Adobe continues to expand the use of artificial intelligence across its software lineup, with Acrobat becoming the latest product to receive a broader set of AI-driven tools. The newest updates focus on practical workflows rather than experimental features, introducing prompt-based file editing, automated presentation creation, and audio-style summaries designed to resemble short podcasts.

A key addition centers on Adobe Spaces, a shared workspace introduced last year that allows multiple users to organize documents and notes in one place. Acrobat now lets users draw directly from the information stored in a Space to generate presentations using natural language prompts. In practice, this means a collection of financial data, planning documents, and competitive research can be turned into a draft pitch deck without manually assembling slides from scratch. The system produces an editable outline that highlights the main talking points rather than a finished presentation.

Once that draft is generated, users can refine it using tools from Adobe Express. This includes applying prebuilt themes, adding stock images, or incorporating custom visuals. Brand elements can be applied across the deck, and individual slides remain fully editable, keeping the process closer to a starting point than a final, locked asset. Similar capabilities already exist in platforms such as Canva and NotebookLM, placing Acrobat’s new features firmly within an increasingly competitive category rather than setting it apart entirely.

Another notable update is the ability to generate audio-style summaries of documents or entire Spaces. These summaries are framed as podcasts, offering a way to review material in a more passive format. Comparable features are already available through tools like Speechify and ElevenLabs’ Reader app, and Acrobat’s version appears aimed at users who want quick overviews of lengthy files rather than polished audio productions.

Acrobat is also gaining prompt-based editing controls. Users can now issue written commands to perform tasks such as removing pages, deleting text or images, finding and replacing words, adding comments, applying passwords, or inserting e-signatures. Adobe says there are currently a dozen supported actions, suggesting a controlled rollout rather than open-ended editing.
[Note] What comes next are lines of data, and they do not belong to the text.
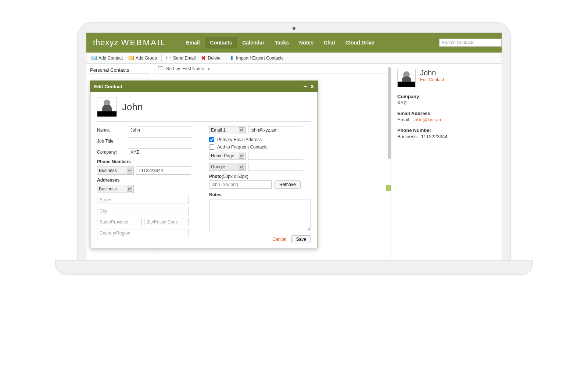 This screenshot has height=383, width=588. Describe the element at coordinates (287, 185) in the screenshot. I see `remove-photo-button: Remove` at that location.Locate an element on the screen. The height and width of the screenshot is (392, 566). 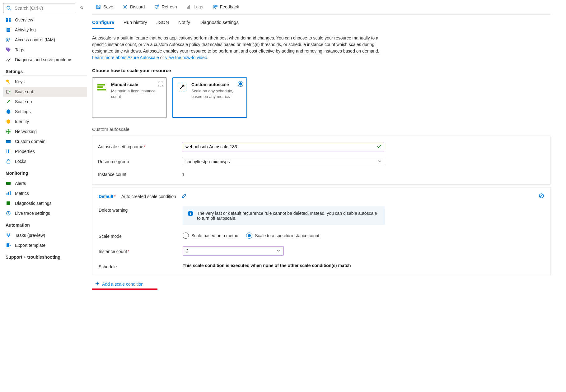
manual-scale-radio is located at coordinates (161, 84).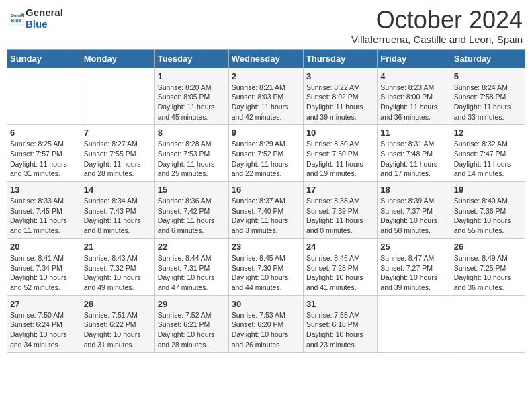 Image resolution: width=532 pixels, height=411 pixels. What do you see at coordinates (266, 216) in the screenshot?
I see `day-info: Sunrise: 8:37 AM Sunset: 7:40 PM Dayligh…` at bounding box center [266, 216].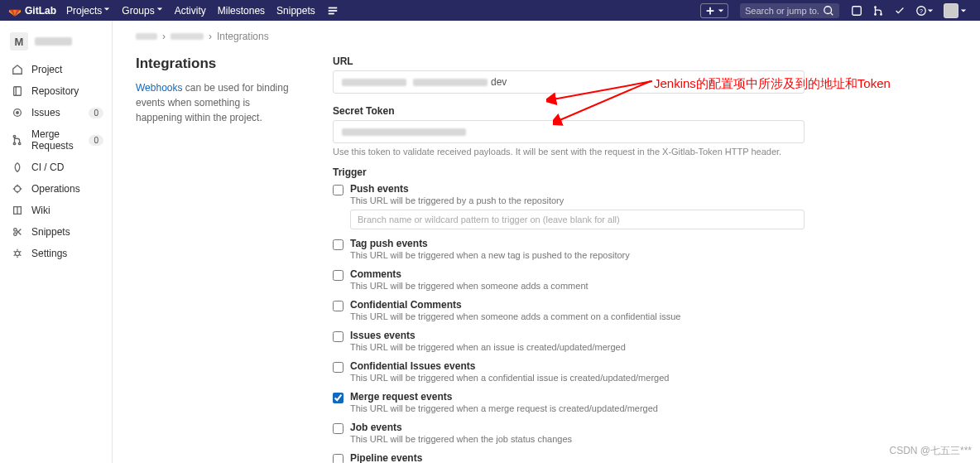 The image size is (980, 463). Describe the element at coordinates (32, 11) in the screenshot. I see `gitlab-logo: GitLab` at that location.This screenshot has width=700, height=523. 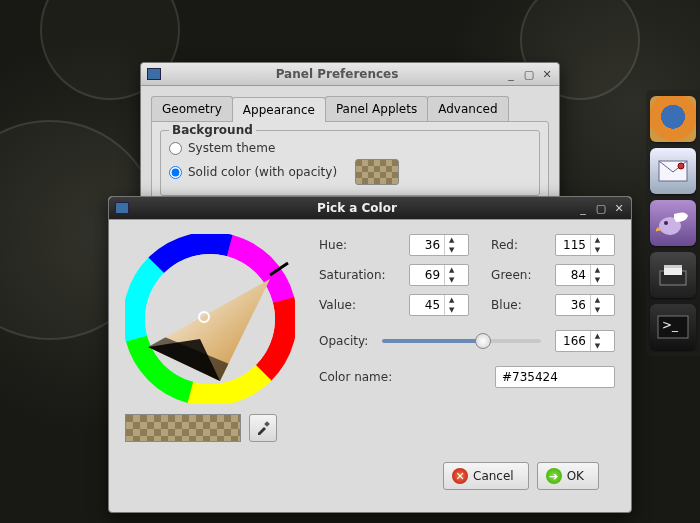 What do you see at coordinates (427, 275) in the screenshot?
I see `saturation-input` at bounding box center [427, 275]. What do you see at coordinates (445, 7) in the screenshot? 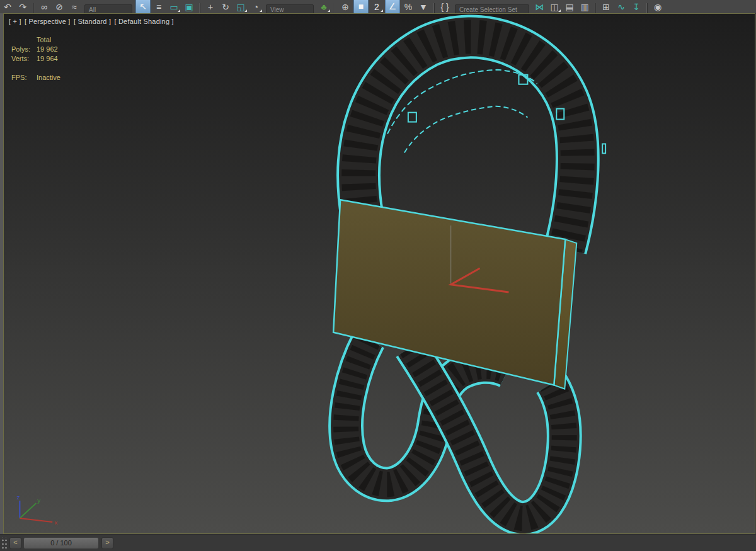
I see `edit-named-selection-sets-icon: { }` at bounding box center [445, 7].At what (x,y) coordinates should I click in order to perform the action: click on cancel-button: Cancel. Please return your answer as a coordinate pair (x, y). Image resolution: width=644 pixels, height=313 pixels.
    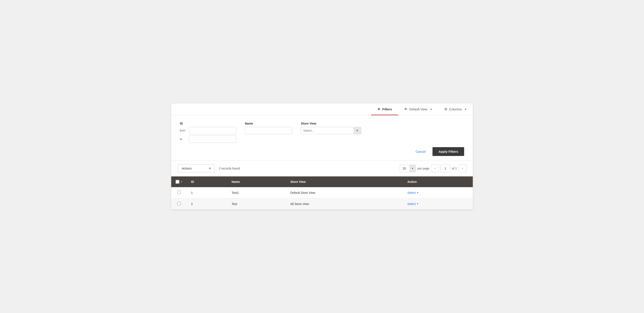
    Looking at the image, I should click on (420, 152).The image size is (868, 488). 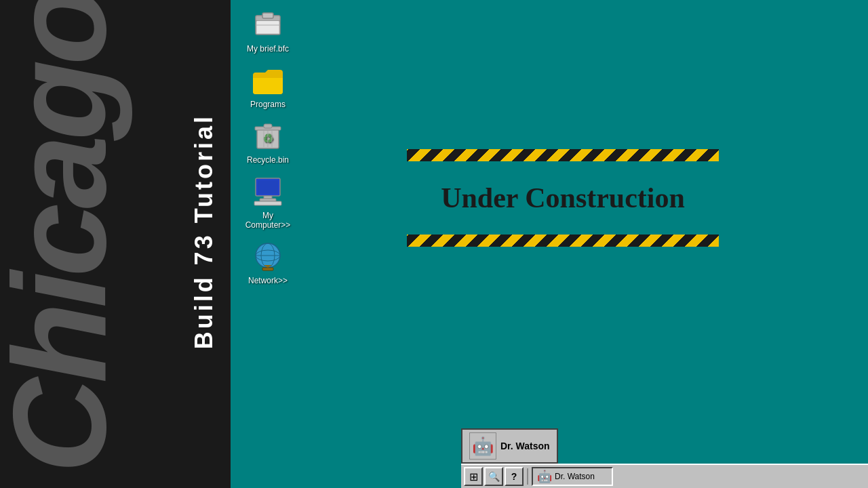 I want to click on icon-network-label: Network>>, so click(x=268, y=281).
Sharing features within Spaces are being updated as well. When documents are shared, they can now include AI-generated summaries with citations that link back to specific sections of the file. Contributors can comment, revise content, or remove material directly, reinforcing Acrobat’s role as a collaborative document hub. Users can also choose between different AI assistant roles, such as analyst or instructor, or define a custom role through prompts.

Taken together, these updates position Acrobat less as a static PDF viewer and more as a workflow tool that reflects how documents are created, reviewed, and reused today, without fundamentally changing what the software is meant to do.